The Big Why
Humanitarian innovation leadership is accidental, not cultivated. Career paths do not reward learning, critical thinking, or system stewardship.
What will change?
The humanitarian system gains leaders who can hold complexity, build coalitions, and steward long-term change.
What the idea involves
Residency-Based Learning: Short, immersive residencies in regional hubs and remote mentorship.
Sherpa Network: A new professional role of facilitators who accompany organisations through change processes.
Rotating Fellowships: Fellows placed in crises, ministries, cluster leadership, research centres.
Leadership Commons: Shared learning materials, reflective practice journals, discussion spaces, alumni support.
Credentialing: Recognition from universities or professional bodies to build legitimacy for career progression.
What would it take to deliver it?
Delivery: Regional hubs as training base and partner universities.
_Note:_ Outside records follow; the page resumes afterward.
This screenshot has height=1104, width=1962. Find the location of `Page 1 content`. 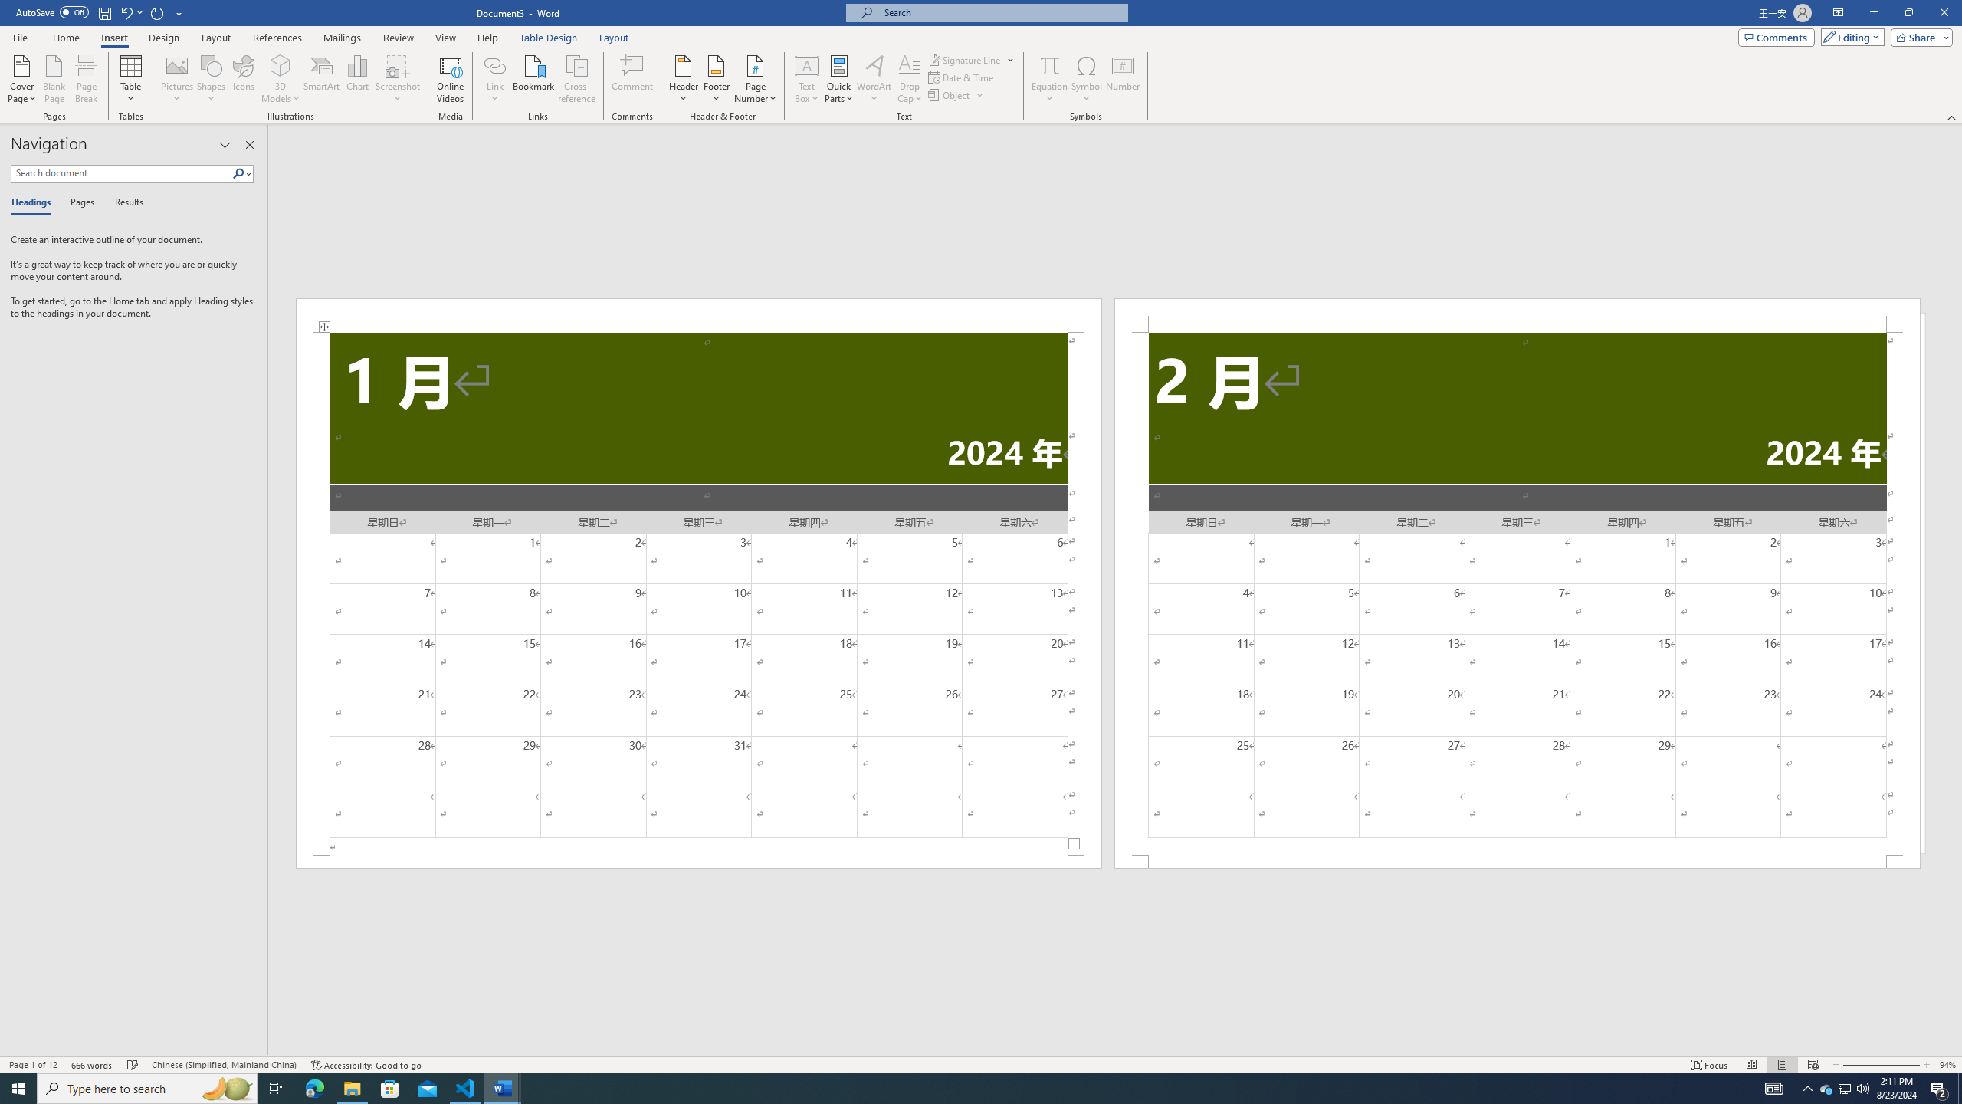

Page 1 content is located at coordinates (699, 593).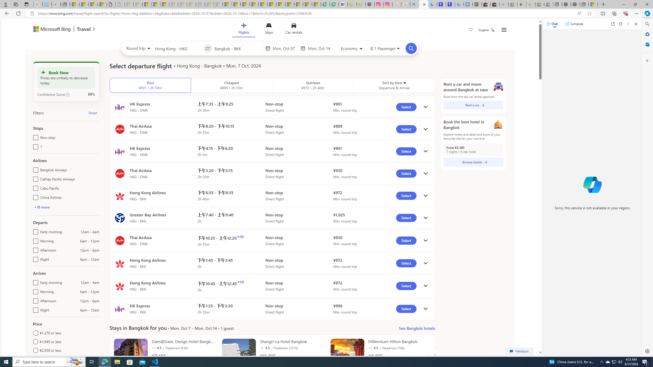 This screenshot has height=367, width=653. Describe the element at coordinates (487, 30) in the screenshot. I see `Eugene` at that location.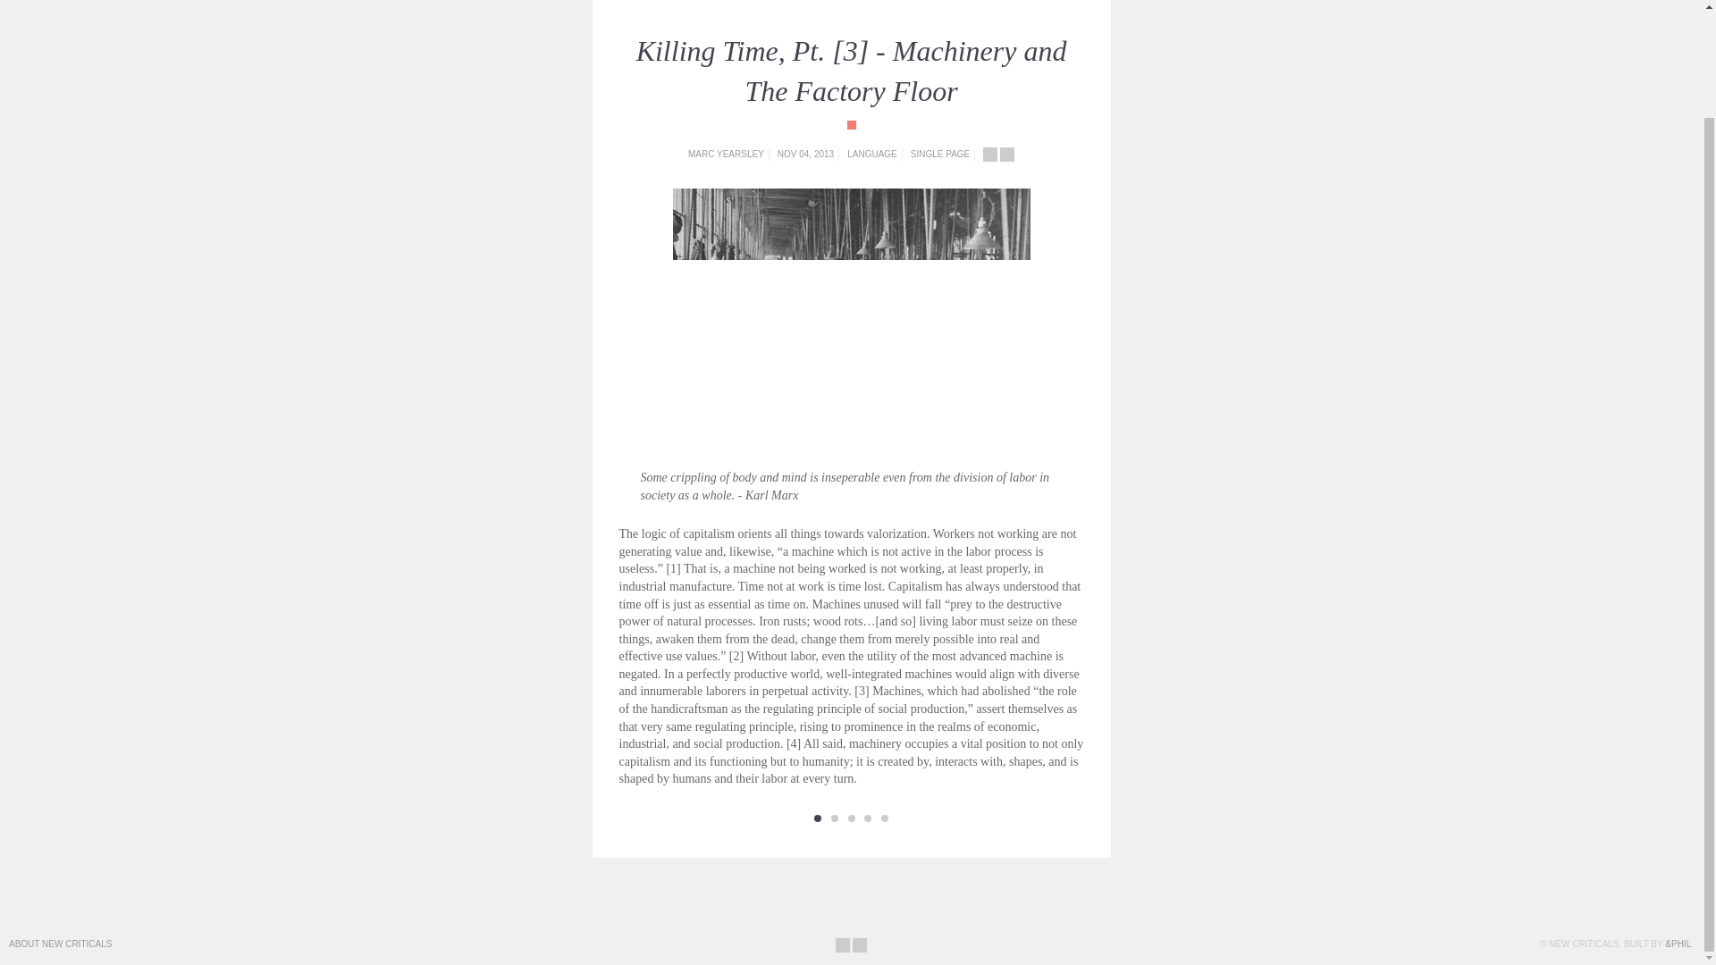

Structure: Consortium with shared core curriculum and contextual options.
Scope & timeline: 2-year cycle; cohorts of 25–50 fellows per region.
Staffing: Curriculum designers, mentors, reflective practice supervisors.
Partnerships: Ministries, INGOs, universities, local CSOs.
Key capacities: Facilitation, critical pedagogy, systems thinking.
Where it stands and what's next?
Maturity: Emerging; needs consolidation and credential pathways.
Next Stpes: Explore other humanitarian capacity passporting initiatives to avoid duplication of failure. Explore linkages with Ideas #2 and #11.
Opportunities to get involved
Nominate fellows; host residencies; co-develop curriculum.